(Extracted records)
——————

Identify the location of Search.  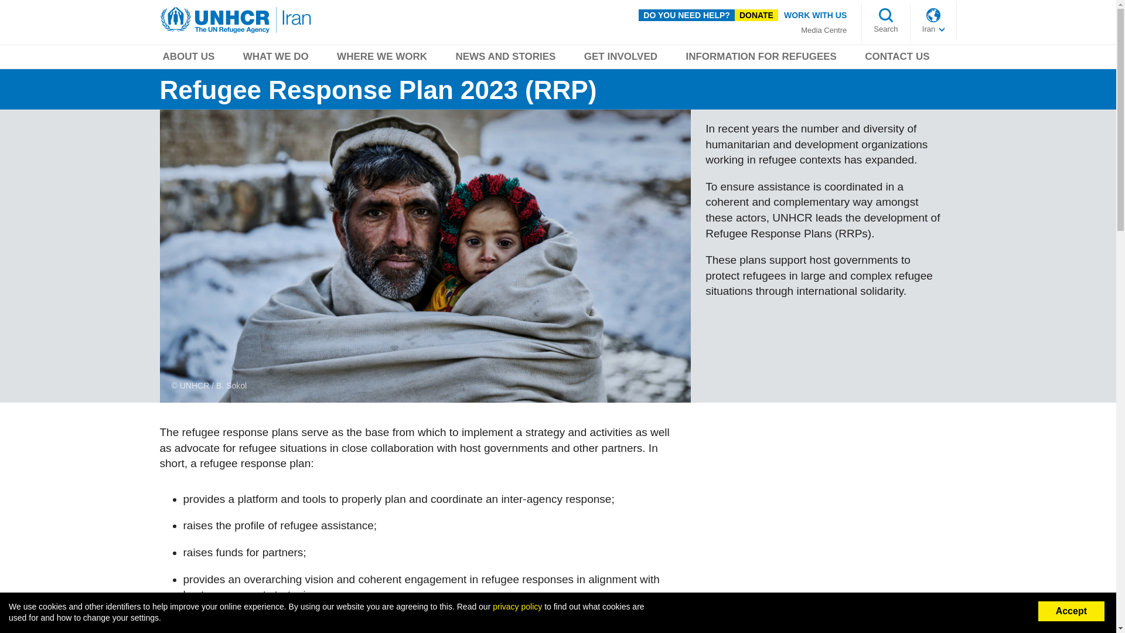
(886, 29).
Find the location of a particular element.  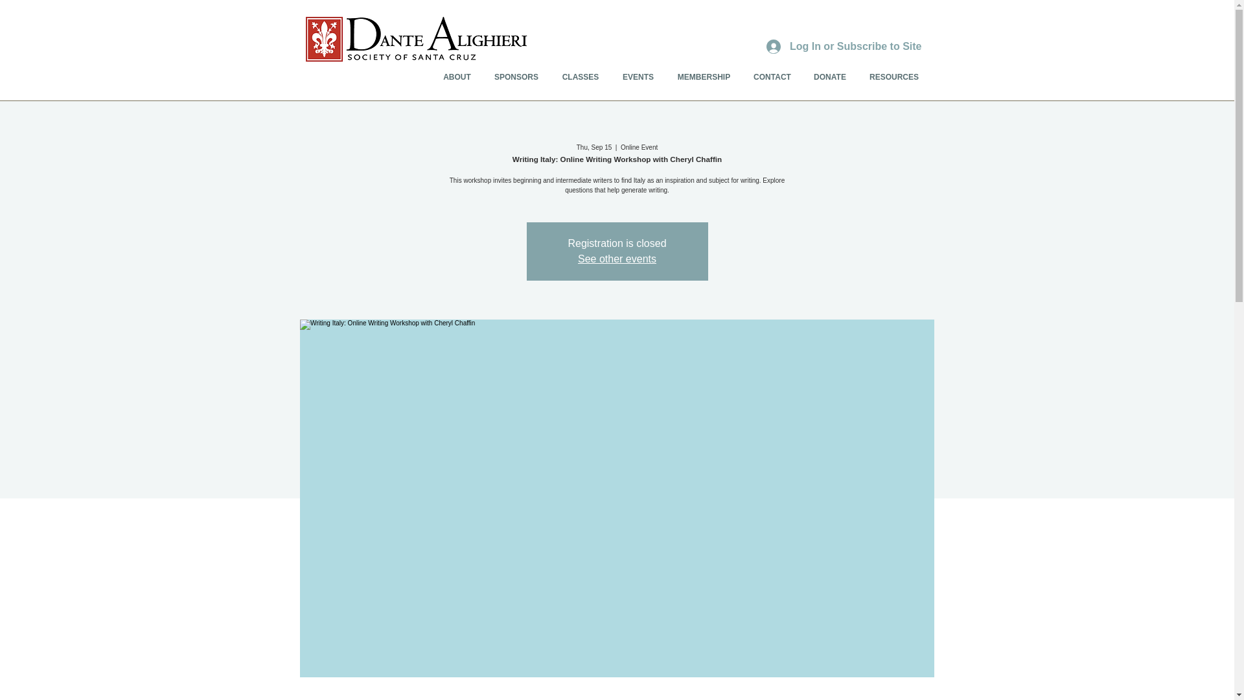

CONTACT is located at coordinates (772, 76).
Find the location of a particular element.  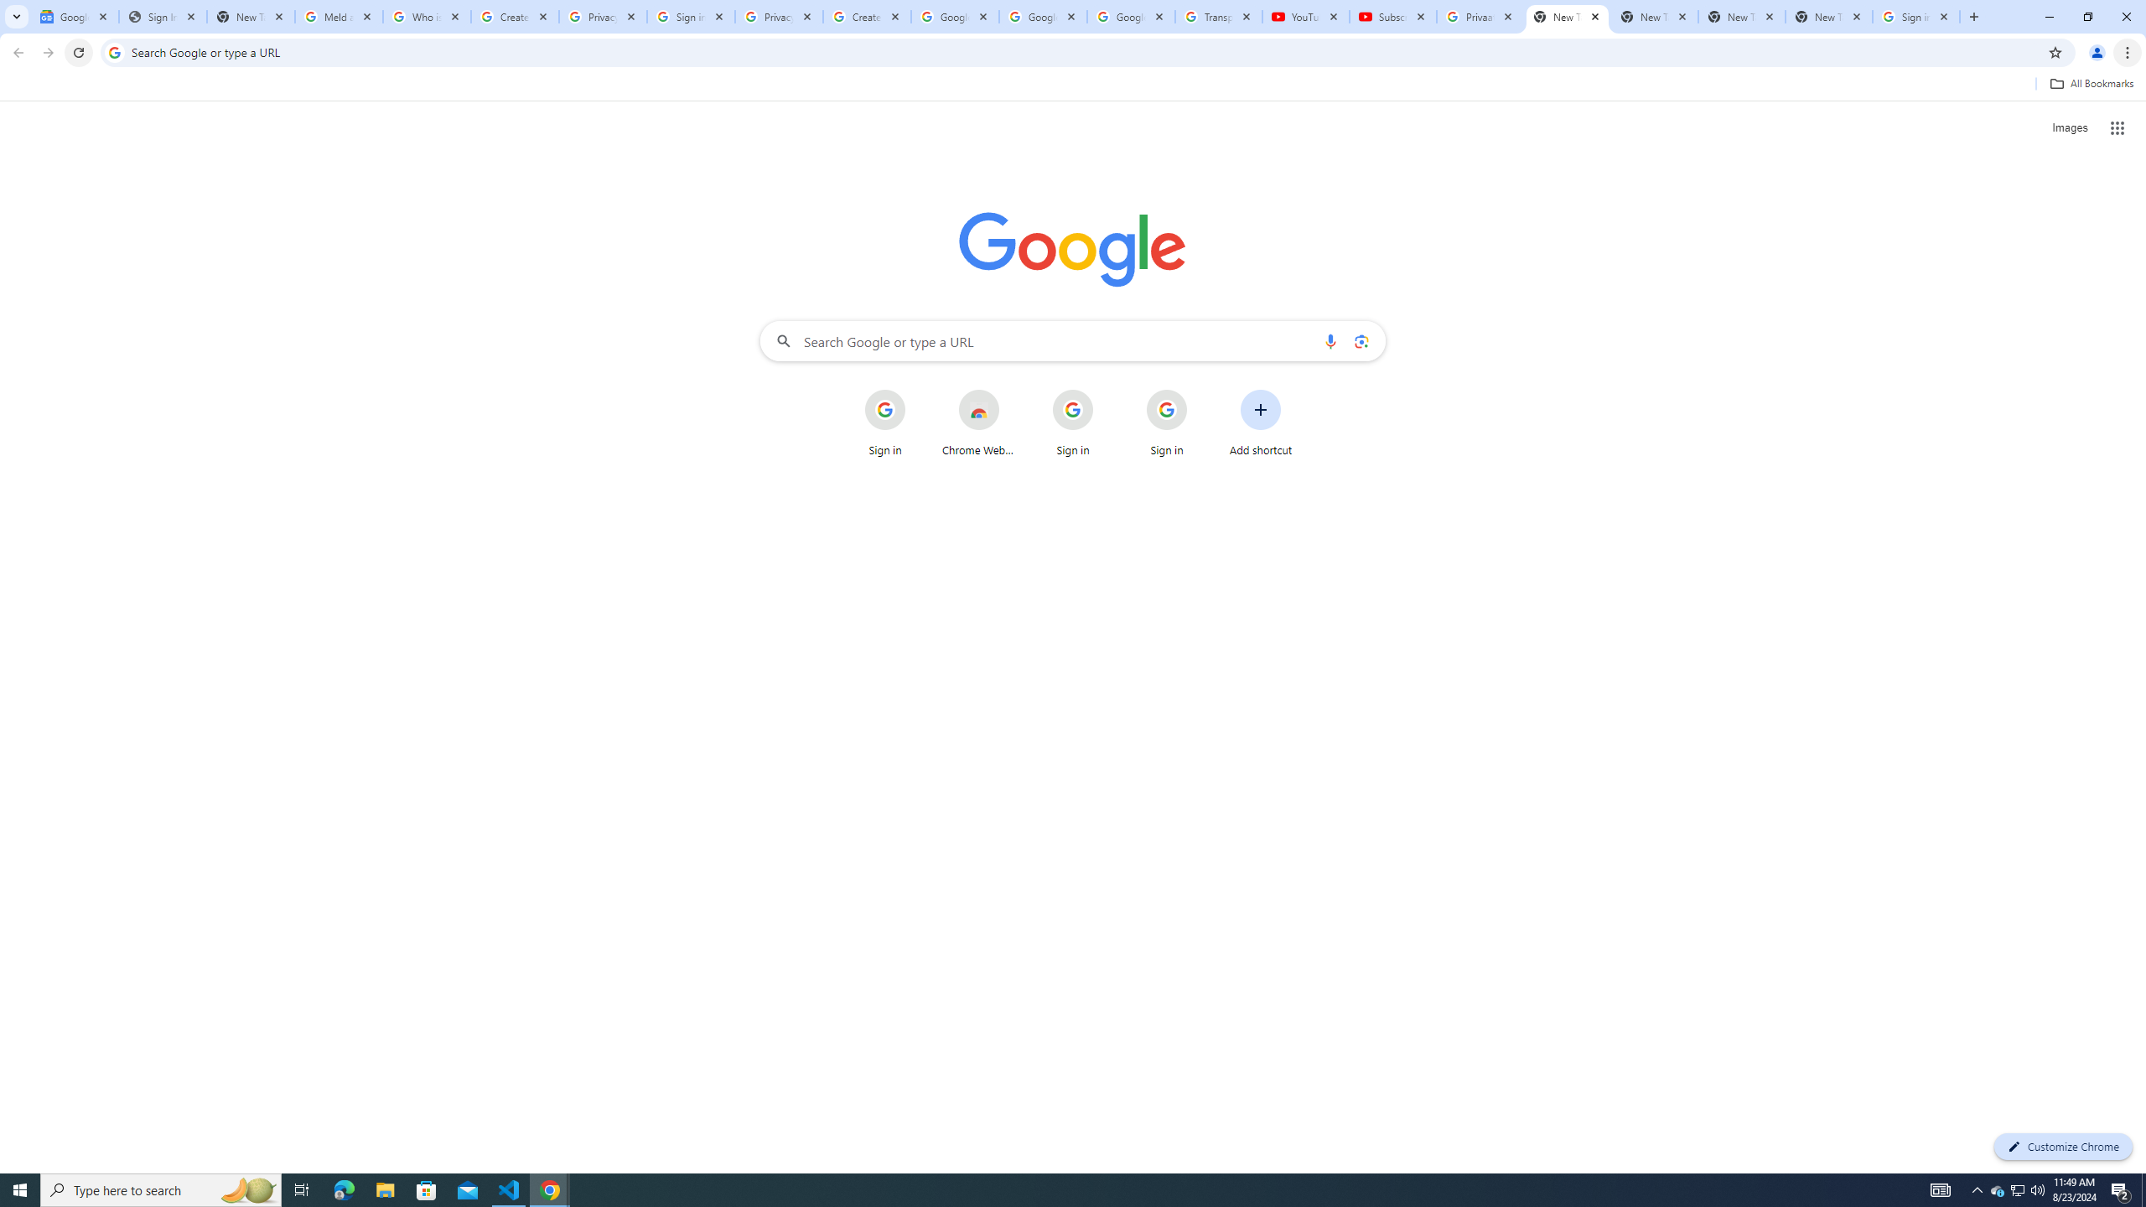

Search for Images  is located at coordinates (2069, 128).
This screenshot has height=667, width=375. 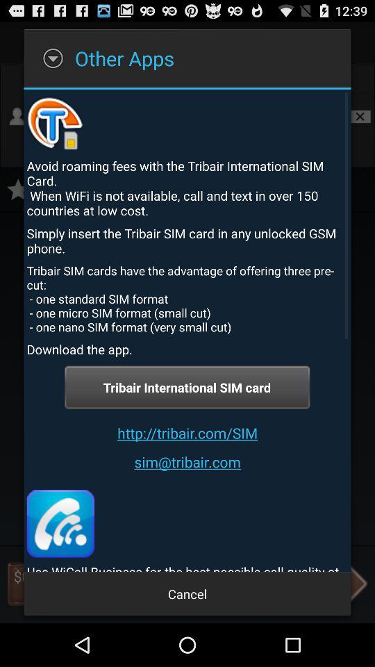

——————

§ **TASK TO CARRY OUT**
Copy every record above exactly, leaving out any pictures.

§ **ANSWER FOR THIS EXERCISE**
Identify the location of Search.  
(886, 29).
Find the location of a particular element.  

CONTACT is located at coordinates (772, 76).
Find the location of a particular element.  

Search for Images  is located at coordinates (2069, 128).
This screenshot has height=667, width=375. 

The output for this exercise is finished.